I’ve just edited a textbook on “Ethics and World Politics” for Oxford University Press, which may be of interest to those teaching global justice or cognate areas.

The book is aimed at advanced undergraduate and graduate courses in political theory/philosophy and international relations. It aims to cover a broad range of issues and approaches, and it is accompanied by a website with assorted pedagogical features (lecture powerpoints, glossary, etc.).

The OUP UK webpage for the volume is here. The OUP US webpage is here.

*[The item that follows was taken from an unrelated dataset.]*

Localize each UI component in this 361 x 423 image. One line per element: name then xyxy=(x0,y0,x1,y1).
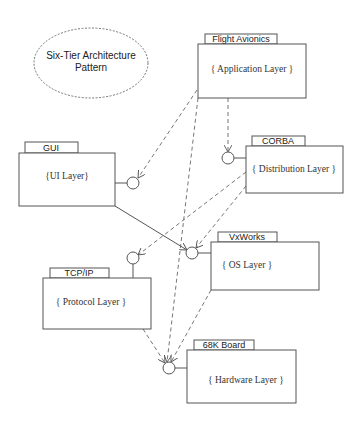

I hope it proves useful for those teaching the subject,

Best wishes,

Duncan Bell

Department of Politics and International Studies, University of Cambridge

In this chapter Sen presents a distinction between ‘open’ and ‘closed’ impartiality. He argues that closed impartiality suffers from a number of significant limitations which ought to lead us to favour open impartiality. In this post I will briefly summarize the main claims Sen makes (sect. 1), before offering a few of my own comments (sects. 2-3).

1.
Sen offers Adam Smith’s device of the impartial spectator as an exemplar of what he calls open impartiality. Smith encourages us to imagine our conduct as we think it would be seen by some impartial and fair observer. A fair and impartial observer, Sen suggests, might require considering ‘the judgements that would be made by disinterested people from other societies’ (p. 125). Sen associates closed impartiality with Rawls’s device of the original position, where the aim is to evaluate rules and institutions from the point of view of each person who would be bound by them (suitably constrained behind the veil of ignorance). On this view of impartiality the perspective of outsiders (i.e. those not bound the rules and institutions) is not considered relevant.